Gas, gas, gas

Calculate the true cost of driving with the Commute Solutions online calculator at www.commutesolutions.org/calc.htm.

This week, Sacramento gas prices are flirting with $4 a gallon. Filling up your car for the commute just got 13 percent more expensive than it was last month. Some of the price increases may be related to the lack of political stability in the Middle East, particularly in Libya. It is just as likely, though, the rising price of crude oil could be caused by speculation on the part of the investing class.

In either case, Americans still aren’t paying the real price for oil and gas. If all the other costs—the damage to the environment caused by personal automobiles and petrochemicals, asthma and other health-related costs from air pollution, the costs of our foreign policy to oil-producing nations, and the cleanup from oil spills like the BP disaster—were factored in, $3.89 a gallon would seem cheap.

Economists tell us that things like air pollution, water pollution, illness, even wars are “externalities,” costs shouldered by someone other than the gas producer and the gas consumer. These externalities are paid by the health-care system that cares for children with asthma caused by living next to busy roads and highways, by unemployed Gulf Coast fishermen, by our military men and women, and—eventually—those costs will be paid by our children and grandchildren as the planet becomes more and more uninhabitable.

The current gas prices have some people calling for more domestic and offshore drilling. That’s already happening; the U.S. government approved the first deep-water-drilling permit since the moratorium following the BP oil disaster earlier this month.

That may not help gas prices in the United States, since the oil companies are multinational and it’s a worldwide oil market. However much we raise production, it won’t be enough to make gas cheap. It’s a simple matter of demographics. As formerly less-developed countries with large populations continue to industrialize, demand for oil goes up. Yet most scientists believe we’ve already passed “peak oil”—the point at which the maximum rate of oil extraction is achieved—and we’ll never be able to keep up with rising demand. That means the price will only go up, no matter what happens in any given part of the world.

And even if we could bring down the price of gas, what would that buy us? More of that cost we can’t calculate, but it drains our society and kills the planet nonetheless.

Yes, we’re going to have $5 a gallon gas, if not this year, then soon. But the truth is, even if we know how much we paid for it, we don’t know how much a gallon of gas costs.

It is not too late to change our habits. Expensive gas is a good reason to use public transit, and to demand more and better forms of it. If we can park our cars for economic reasons, can’t we keep them parked for the same? This “crisis” in gas prices is actually an opportunity to do something that’s good for our pocketbooks in ways we can’t even begin to count.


▶ [Problem description] Pictures do not belong in the copy. Write out exactly the lines from the one containing "The image size" through the end of the data.

Records contained in a dataset:
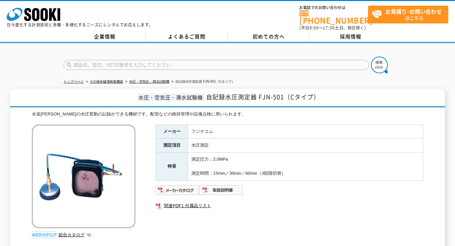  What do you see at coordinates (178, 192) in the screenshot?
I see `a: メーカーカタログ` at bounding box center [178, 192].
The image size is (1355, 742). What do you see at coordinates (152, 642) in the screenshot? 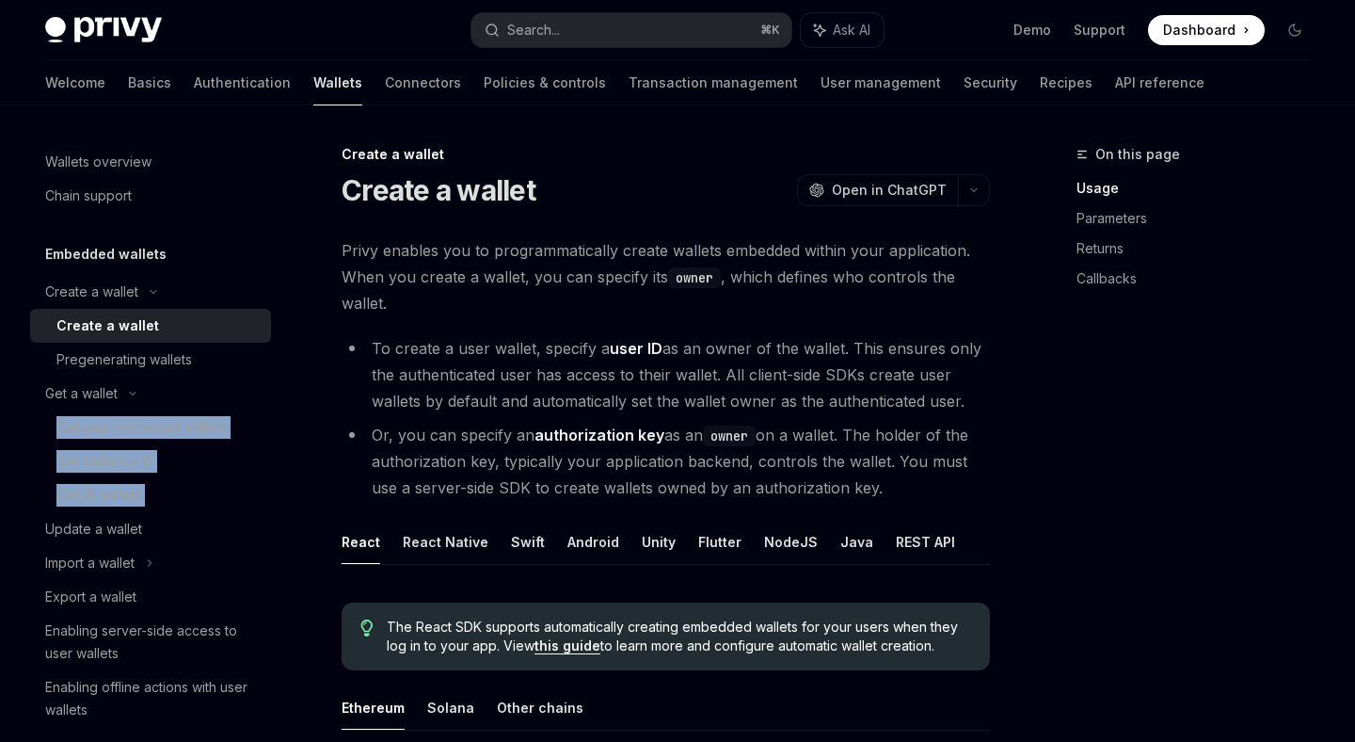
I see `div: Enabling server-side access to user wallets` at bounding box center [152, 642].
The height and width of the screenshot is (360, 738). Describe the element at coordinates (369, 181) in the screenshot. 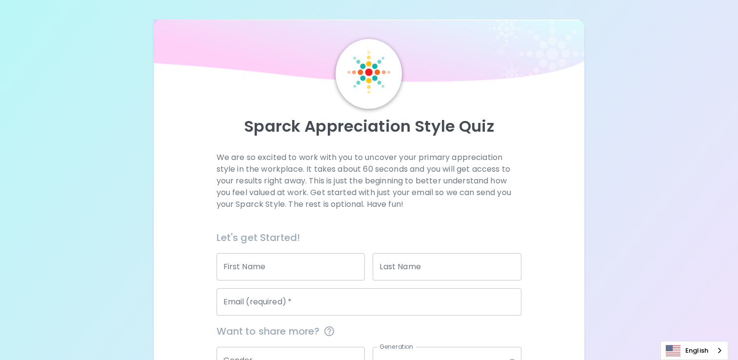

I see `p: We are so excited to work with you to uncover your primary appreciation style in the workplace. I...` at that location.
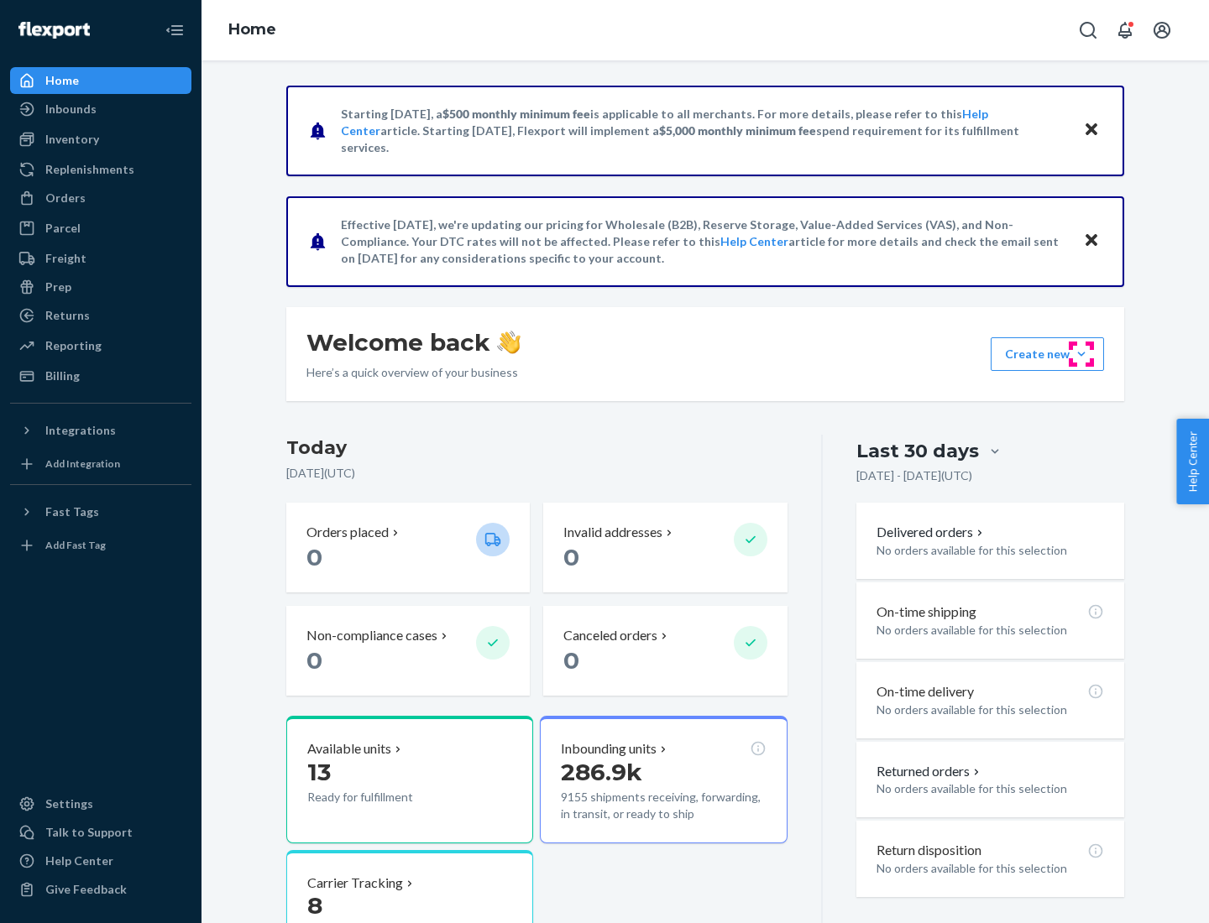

▶ [Your response]
The image size is (1355, 742). What do you see at coordinates (152, 642) in the screenshot? 
I see `div: Enabling server-side access to user wallets` at bounding box center [152, 642].
The height and width of the screenshot is (360, 738). Describe the element at coordinates (369, 181) in the screenshot. 

I see `p: We are so excited to work with you to uncover your primary appreciation style in the workplace. I...` at that location.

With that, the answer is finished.